WHAT THE EXERCISE ASKS:
Exactly as they appear below, repeat the lines from the one with "has height=1080, width=1919." through the one with "The image size is (507, 285).". Drop every picture.

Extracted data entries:
--
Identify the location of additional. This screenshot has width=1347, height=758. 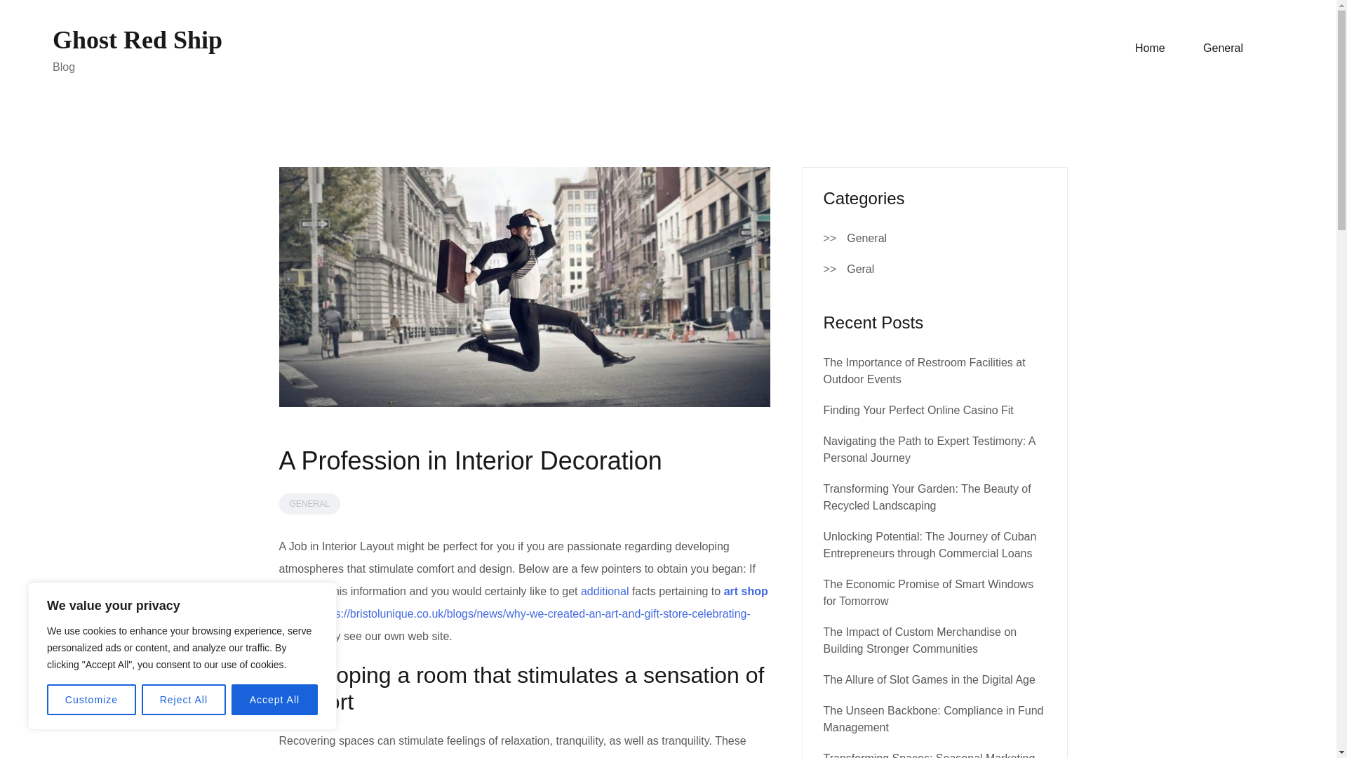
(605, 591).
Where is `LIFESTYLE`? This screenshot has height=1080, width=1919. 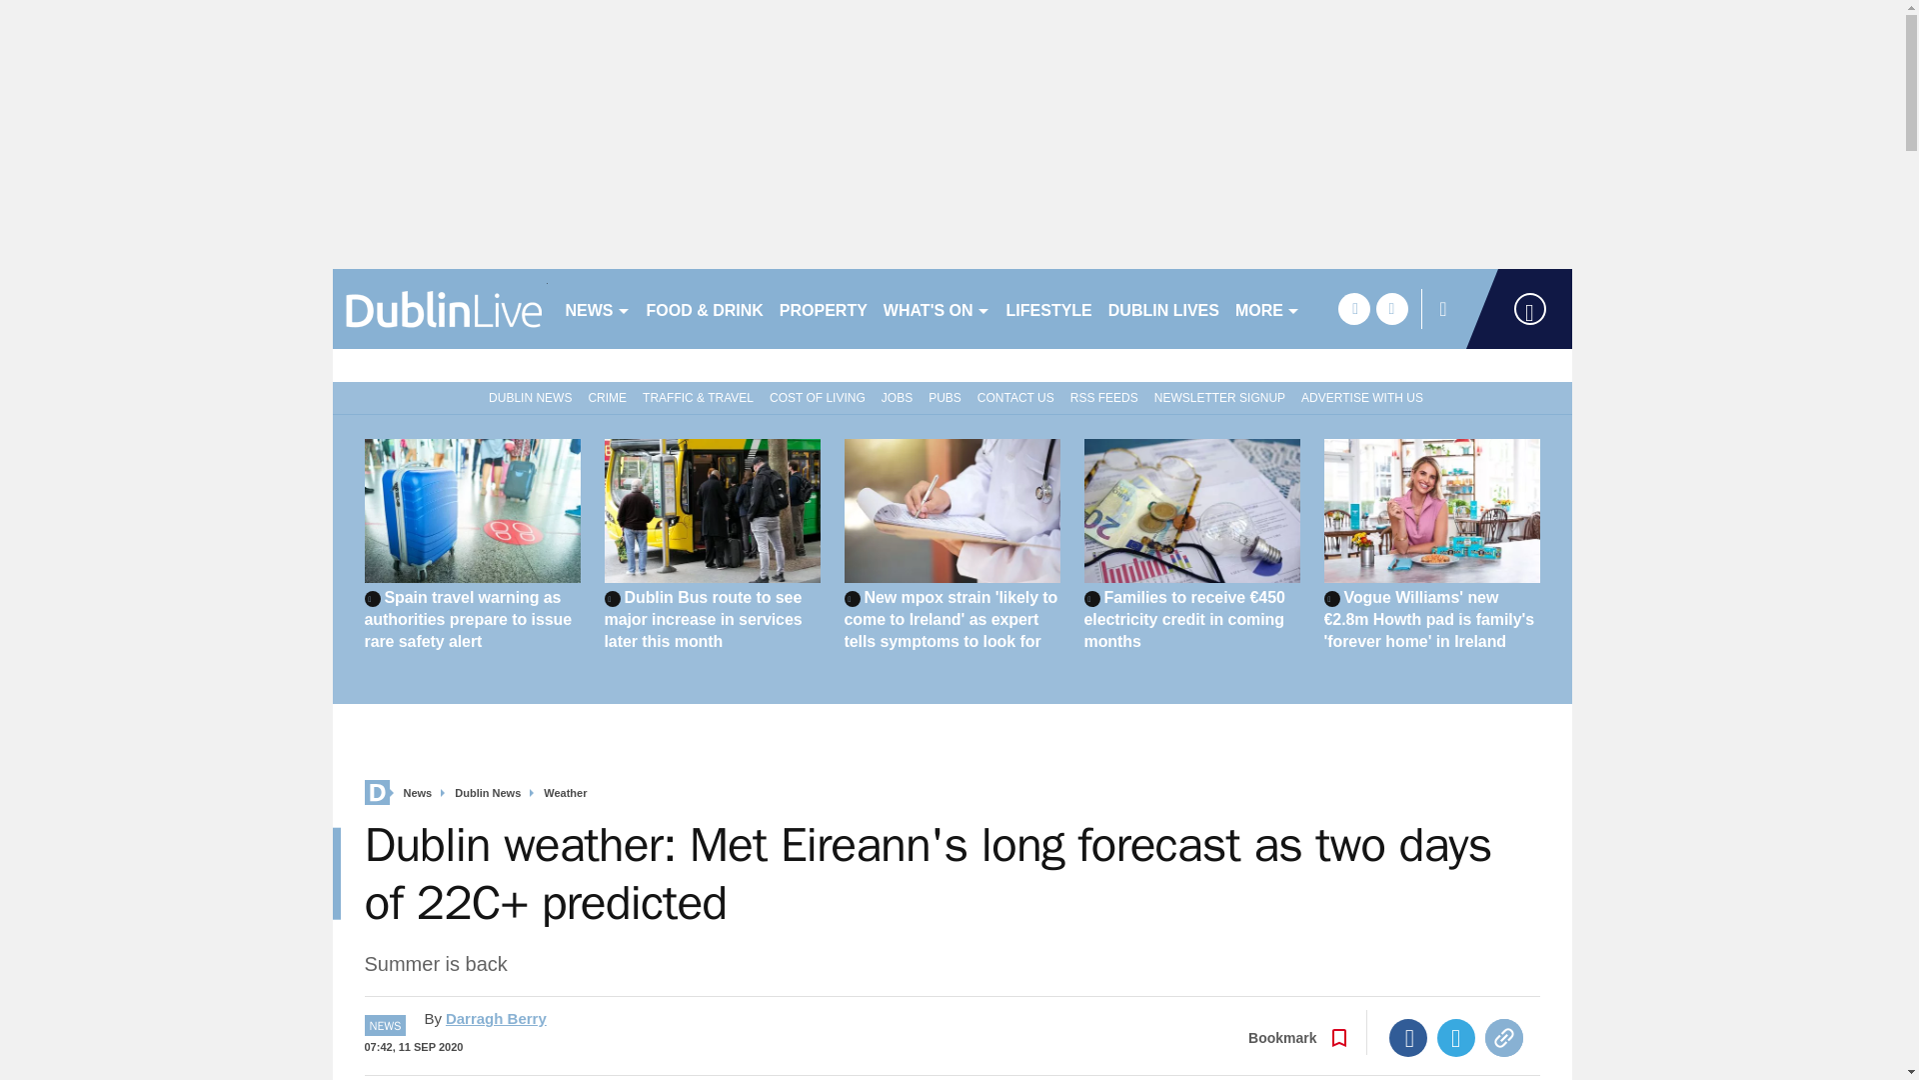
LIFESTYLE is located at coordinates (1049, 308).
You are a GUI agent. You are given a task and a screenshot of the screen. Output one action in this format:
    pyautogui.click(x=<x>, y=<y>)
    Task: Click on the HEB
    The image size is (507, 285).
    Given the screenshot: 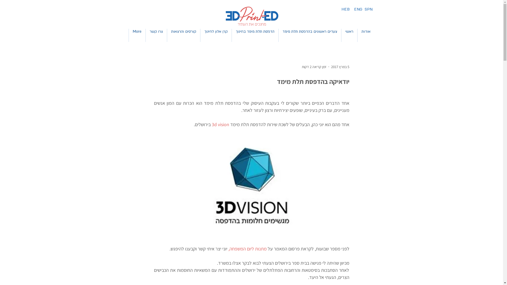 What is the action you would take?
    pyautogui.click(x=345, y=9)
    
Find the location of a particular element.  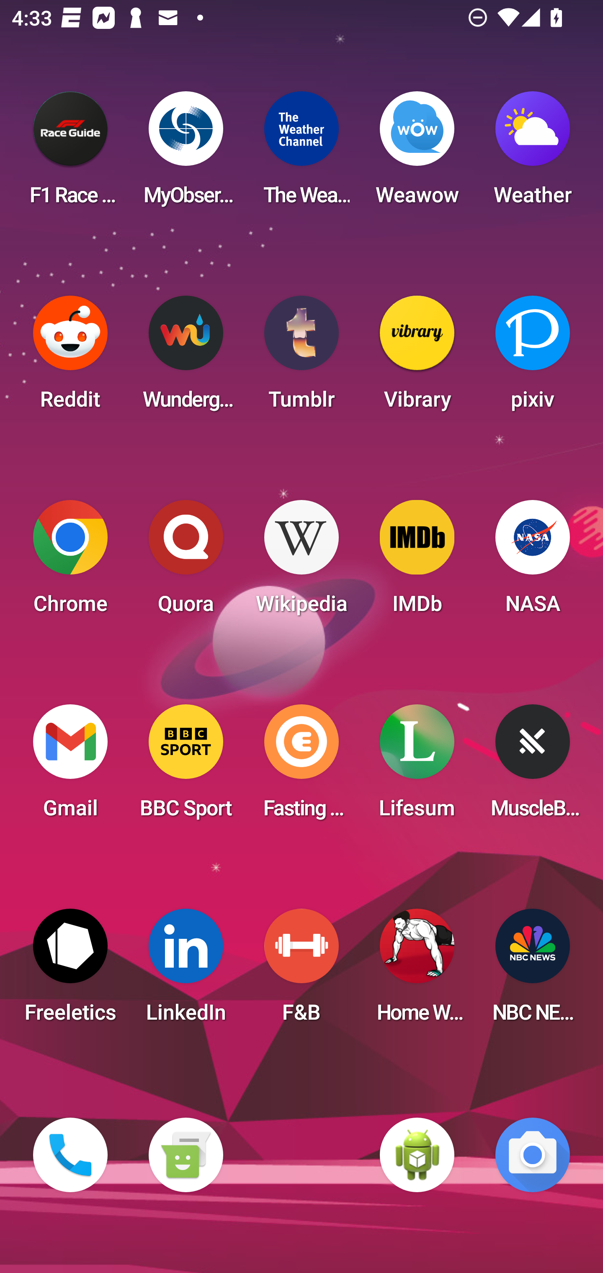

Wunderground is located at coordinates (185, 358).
--
TASK RESULT:
Where is `LIFESTYLE`? This screenshot has height=1080, width=1919. 
LIFESTYLE is located at coordinates (1049, 308).
You are a GUI agent. You are given a task and a screenshot of the screen. Output one action in this format:
    pyautogui.click(x=<x>, y=<y>)
    Task: Click on the HEB
    The image size is (507, 285).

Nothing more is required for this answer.